The precedent is disturbing. Musk’s platform amplifies French extreme right nationalist figures. Sarah Knafo, Éric Zemmour’s mistress, has clocked tens of millions of views on X in the middle of the Paris mayoral election in which she is standing, despite having relatively few followers until recently. She now looks on course to make it into the second round of voting.
Deliberate Musk-led algorithmic acceleration is now part of the electoral battlefield. The March municipal elections are widely viewed as a rehearsal for 2027, and France is acutely aware of what a coordinated MAGA-Musk-Moscow-style intervention could look like.
France is now at least the fifth European country in which a Trump-appointed ambassador has provoked a diplomatic crisis. A new study by Le Grand Continent of this “bald-eagle diplomacy” tracks the pattern.

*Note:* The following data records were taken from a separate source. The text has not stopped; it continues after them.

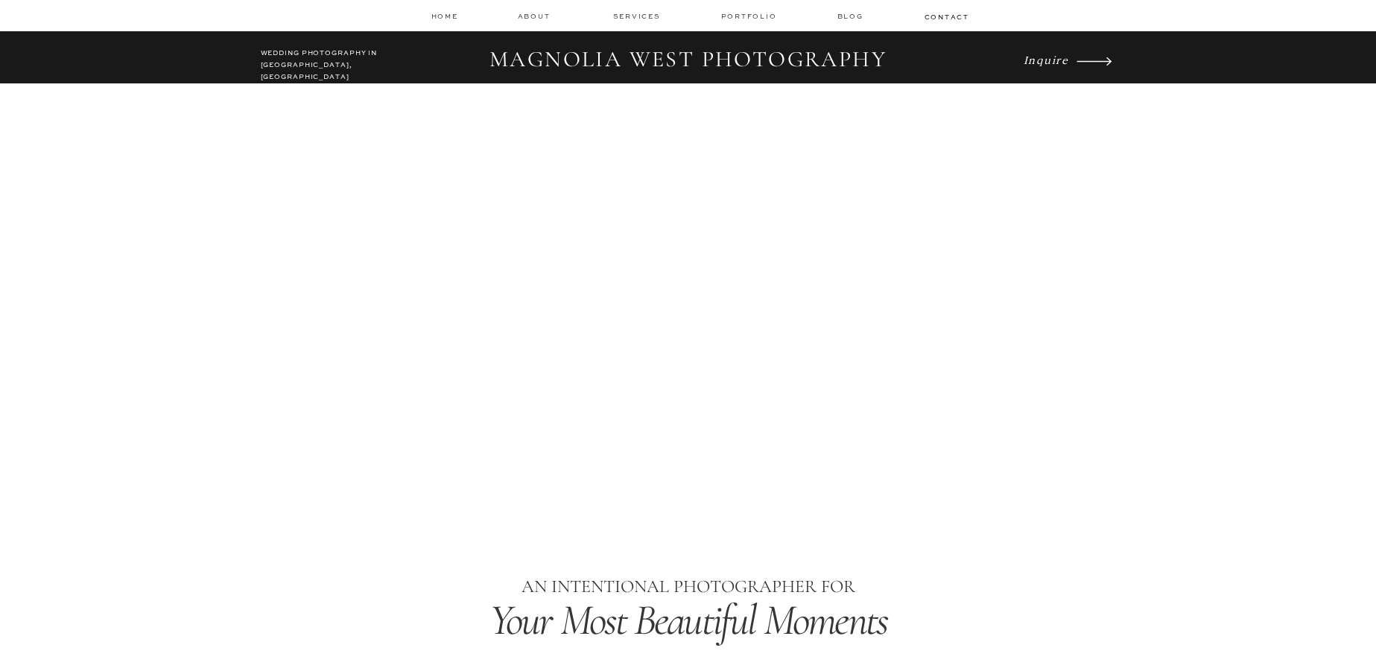 The height and width of the screenshot is (671, 1376). What do you see at coordinates (689, 470) in the screenshot?
I see `h1: Los Angeles Wedding Photographer` at bounding box center [689, 470].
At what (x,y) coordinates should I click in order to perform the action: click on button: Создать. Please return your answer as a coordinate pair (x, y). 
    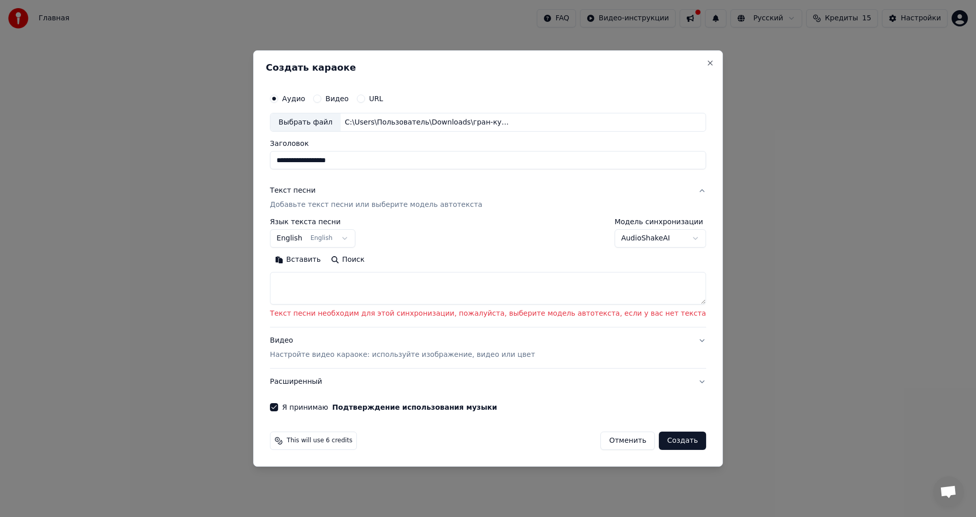
    Looking at the image, I should click on (682, 441).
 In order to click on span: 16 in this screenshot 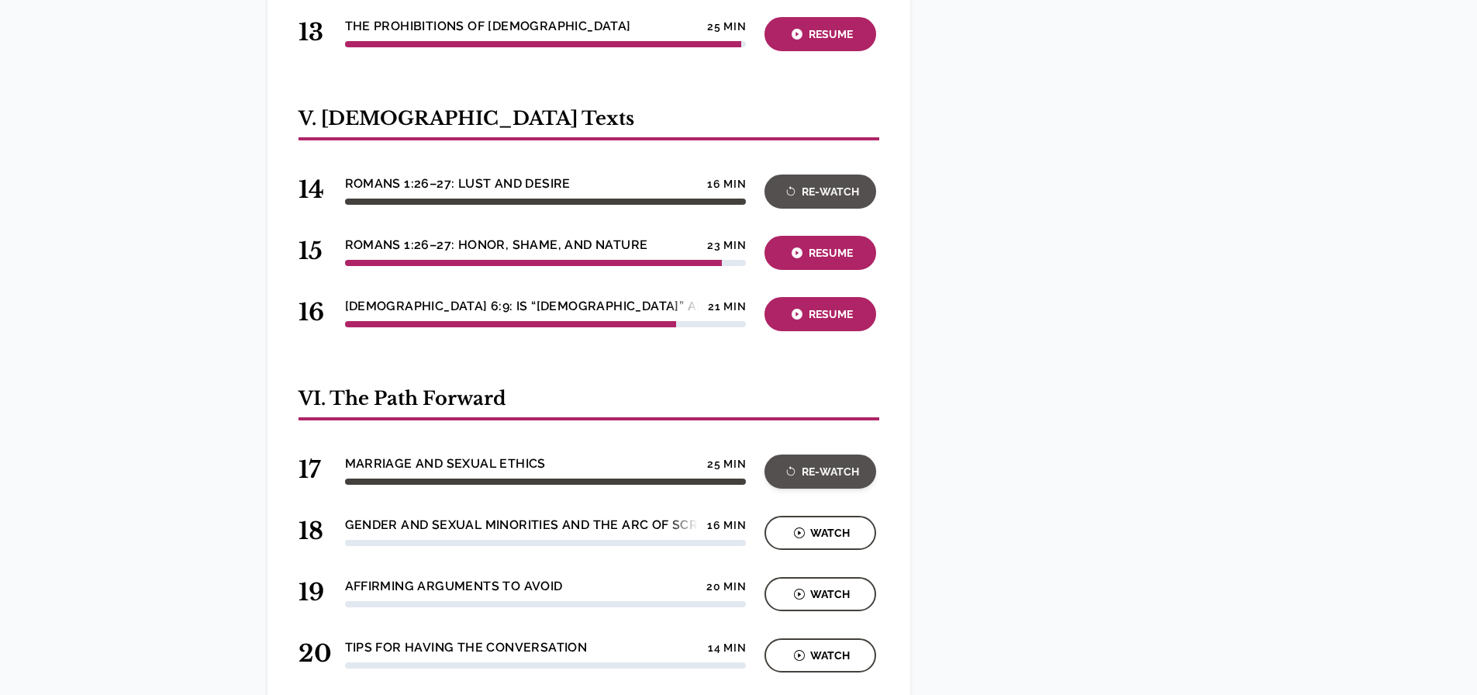, I will do `click(312, 312)`.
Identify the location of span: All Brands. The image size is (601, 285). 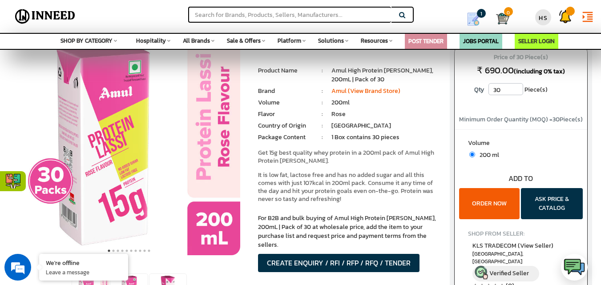
(196, 40).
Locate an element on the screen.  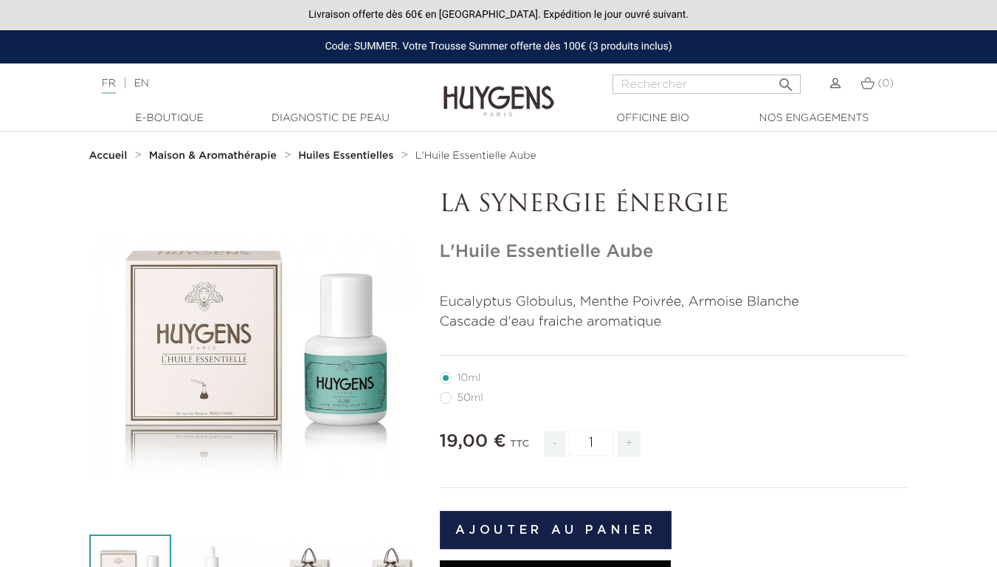
p: LA SYNERGIE ÉNERGIE is located at coordinates (674, 205).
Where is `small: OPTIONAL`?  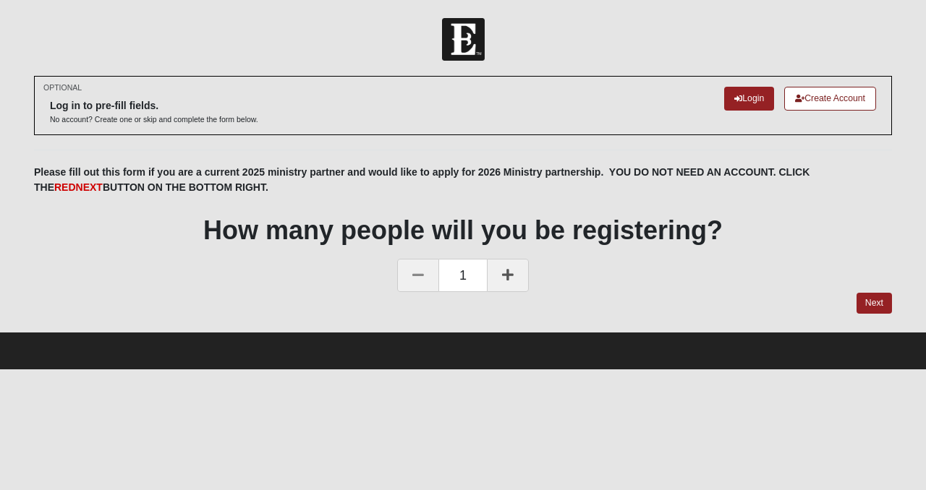
small: OPTIONAL is located at coordinates (62, 88).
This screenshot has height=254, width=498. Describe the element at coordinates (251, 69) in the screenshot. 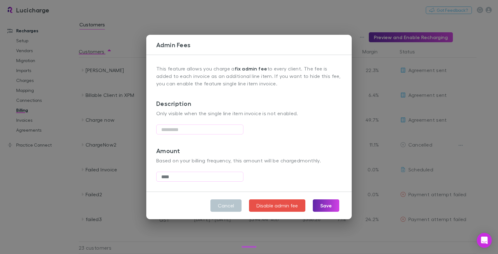

I see `strong: fix admin fee` at that location.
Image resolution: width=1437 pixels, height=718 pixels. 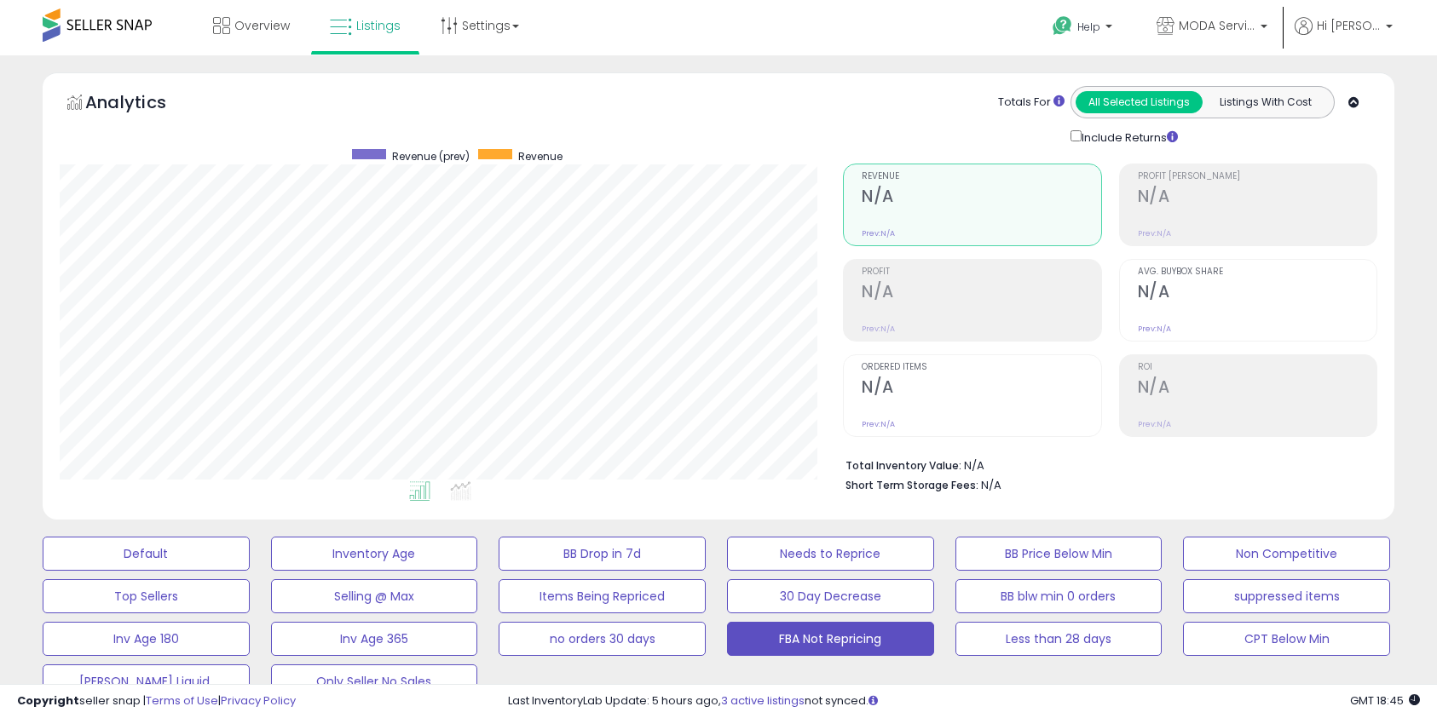 What do you see at coordinates (1385, 701) in the screenshot?
I see `span: 2025-08-12 18:45 GMT` at bounding box center [1385, 701].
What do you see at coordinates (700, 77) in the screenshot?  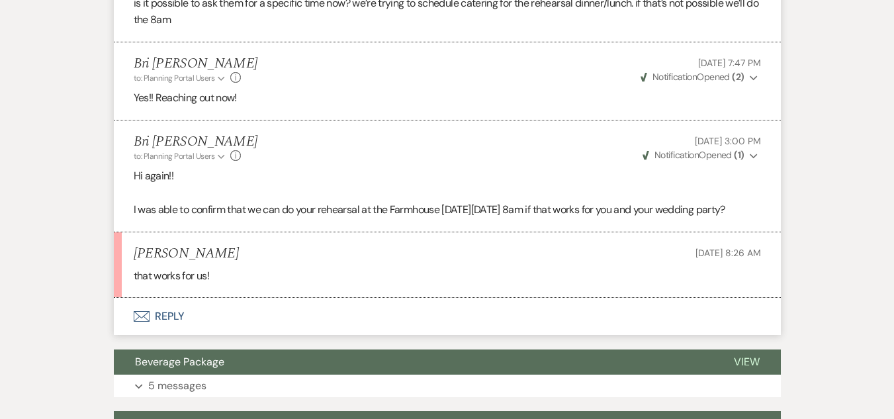 I see `button: NotificationOpened (2)` at bounding box center [700, 77].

In Belgium, Ambassador Bill White was summoned after accusing authorities of antisemitism. In Luxembourg, Stacey Feinberg suggested she would “humbly educate” leaders on China. In Poland, Thomas Rose warned that criticism of Trump harmed relations; Donald Tusk replied that “allies should respect one another.” In Iceland, William Long joked about turning the country into the “52nd US state.”
Victor Mallet of the Financial Times and author of a new book Far-right France: Le Pen, Bardella and the Future of Europe, described it to me as the ham-fisted MAGA equivalent – perhaps worse – of China’s combative “wolf warrior” envoys. They do not act as traditional diplomats, but are there to antagonise, notably on social networks.
According to the American Foreign Service Association, only six of Trump’s 70 ambassadorial appointments are career diplomats. Nearly 30 career diplomats have been recalled and replaced by Trump loyalists.
For David Colon, professor at Sciences Po and specialist in Russian and foreign disinformation, the problem began with the Kushner appointment itself.
“A convicted felon should not have been appointed in the first place. It was the first of an already long series of offenses to France. While our country is the United States’ oldest ally, ambassador Kushner not only despises us but treats us like an enemy. In my opinion, he should already have been expelled, as he failed to appear at two summonses.”
De Gaulle once asserted French sovereignty over American military dominance in 1966, demanding that US troops stationed since 1945 should finally leave France.
France versus Kushner is shaping up as a proxy war: for French diplomacy, for Macron in his final year in office, and perhaps who comes after him.